Task inputs Start Marker
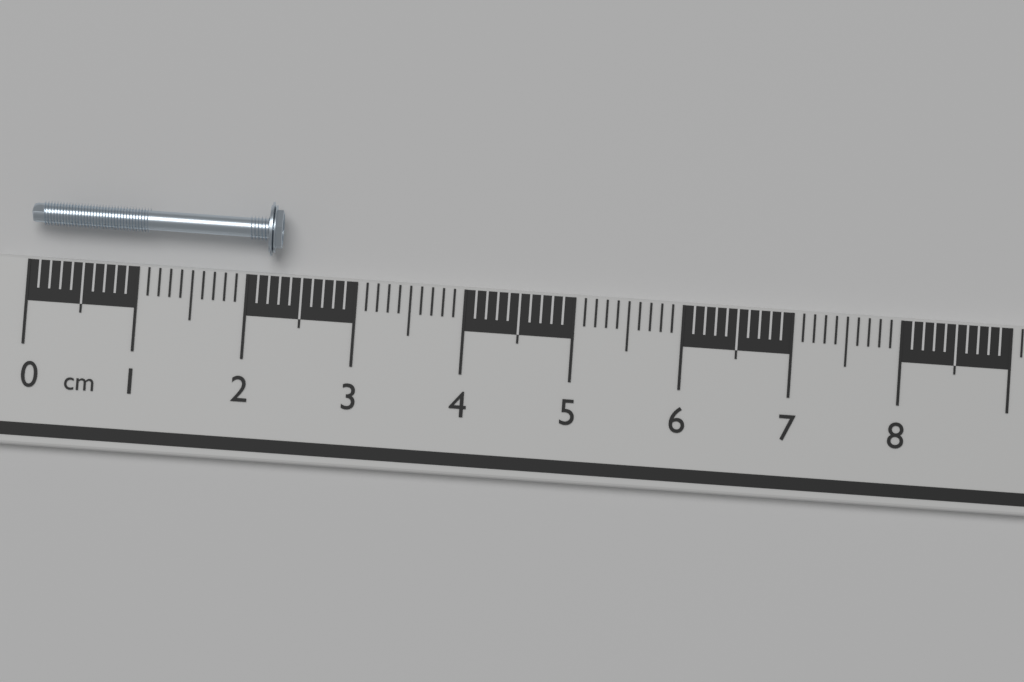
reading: 2.3 cm
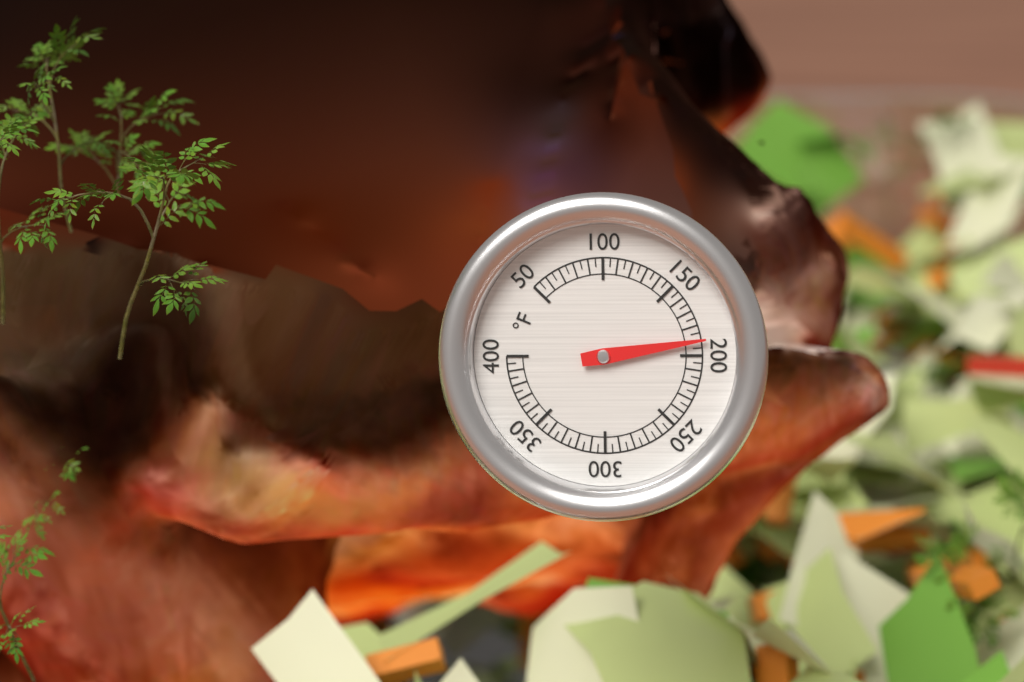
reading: 190 °F
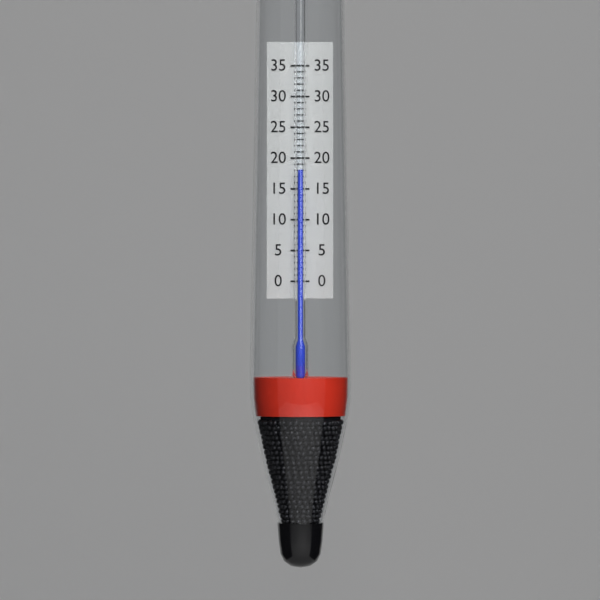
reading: 18 (no unit)
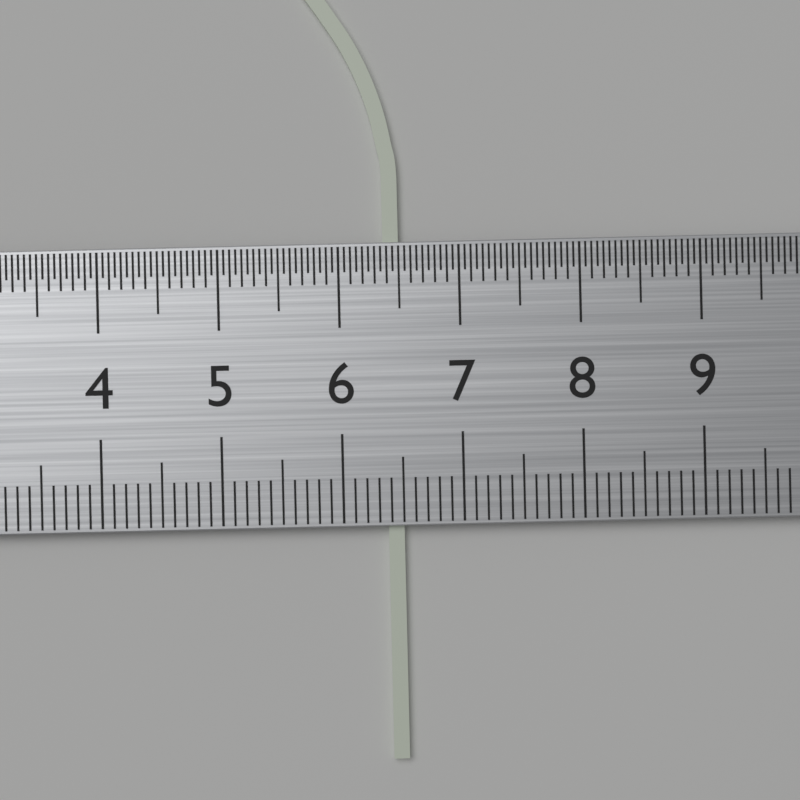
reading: 6.5 cm
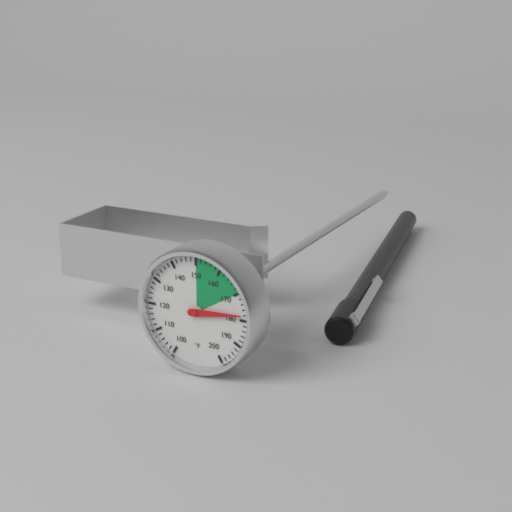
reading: 178 °F
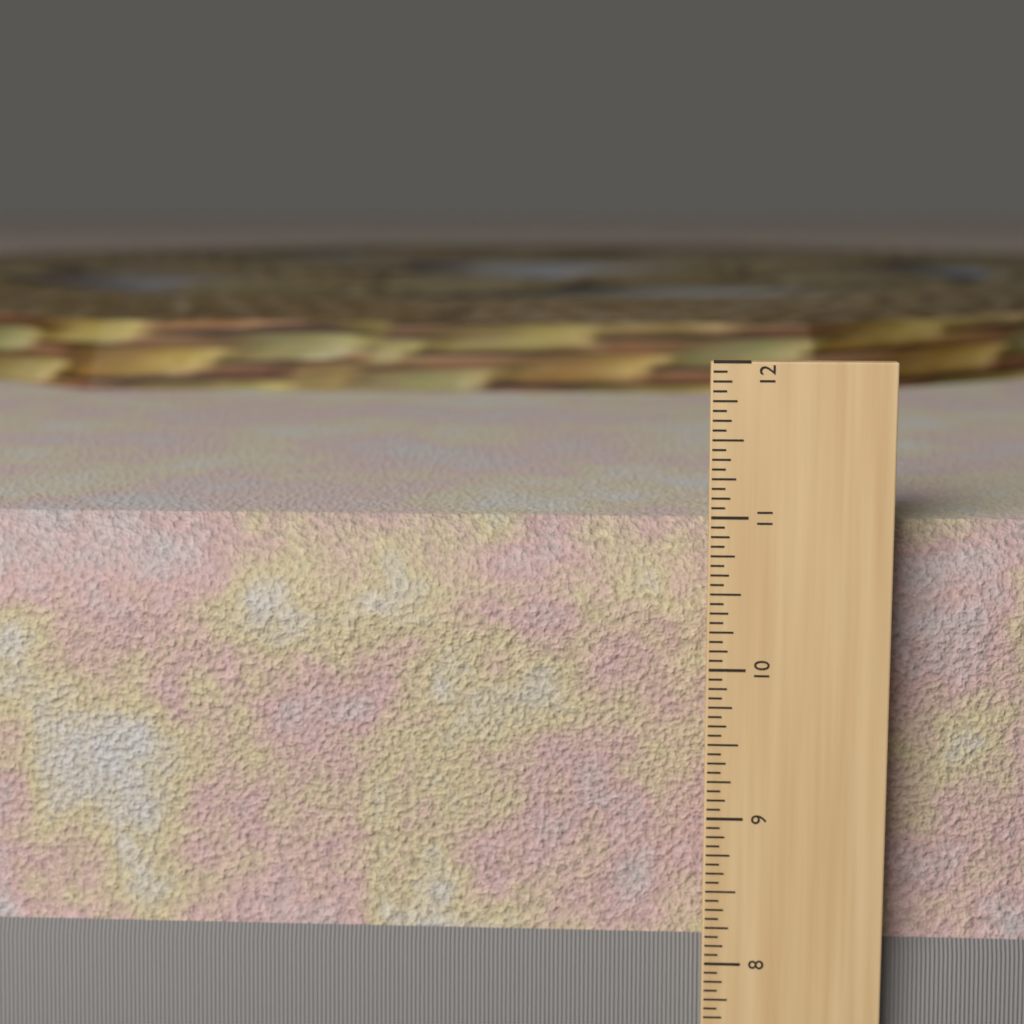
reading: 10.9375 in
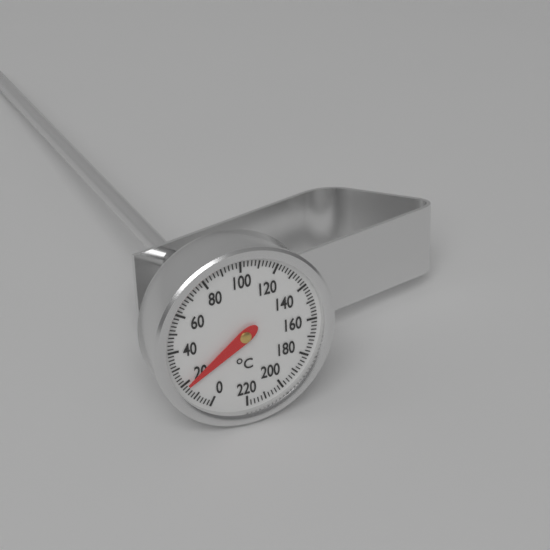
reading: 18 °C
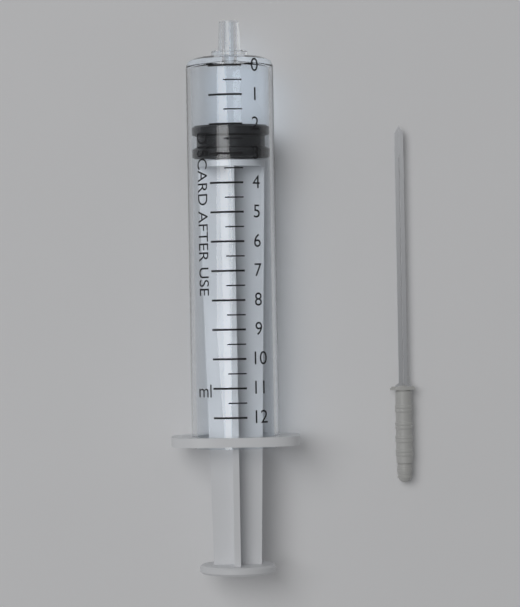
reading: 2.0 ml
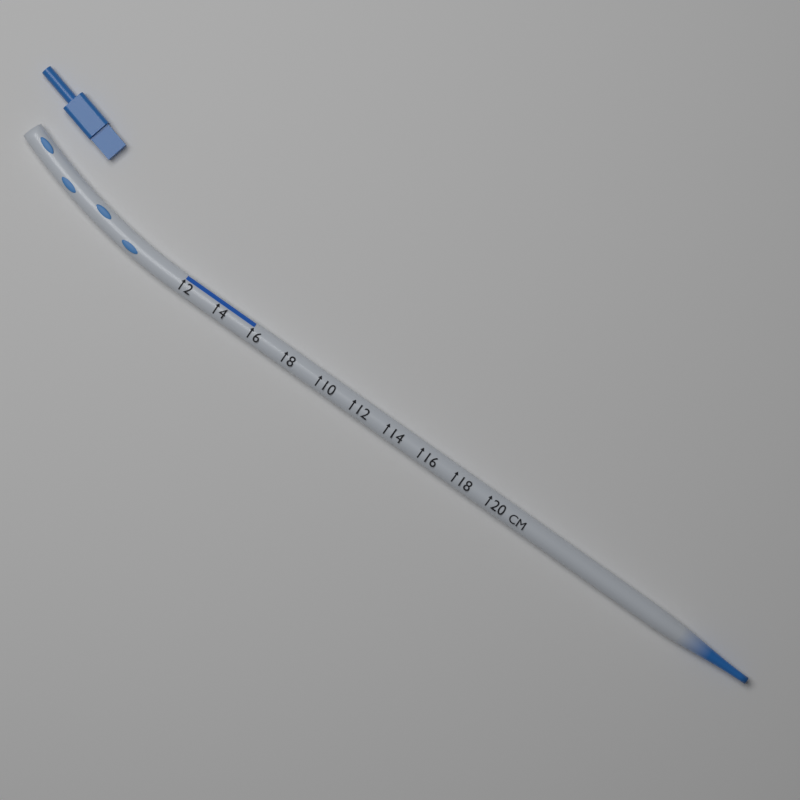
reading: 6 cm
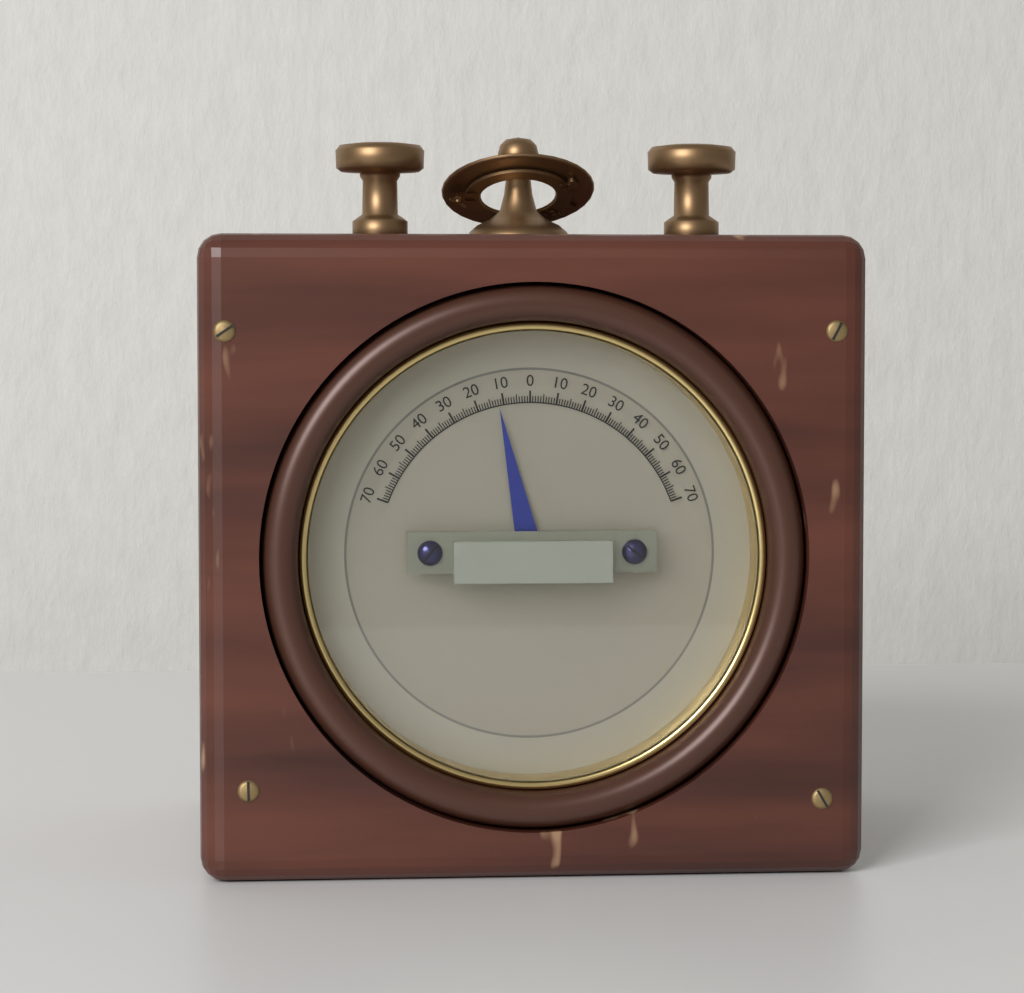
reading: -12 (no unit)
Task inputs End Marker
Work to be completed → Could you set down every entry above exactly as it stands, with no images?

Solution for this exercise →
reading: 2.3 cm
reading: 190 °F
reading: 18 (no unit)
reading: 6.5 cm
reading: 178 °F
reading: 10.9375 in
reading: 18 °C
reading: 2.0 ml
reading: 6 cm
reading: -12 (no unit)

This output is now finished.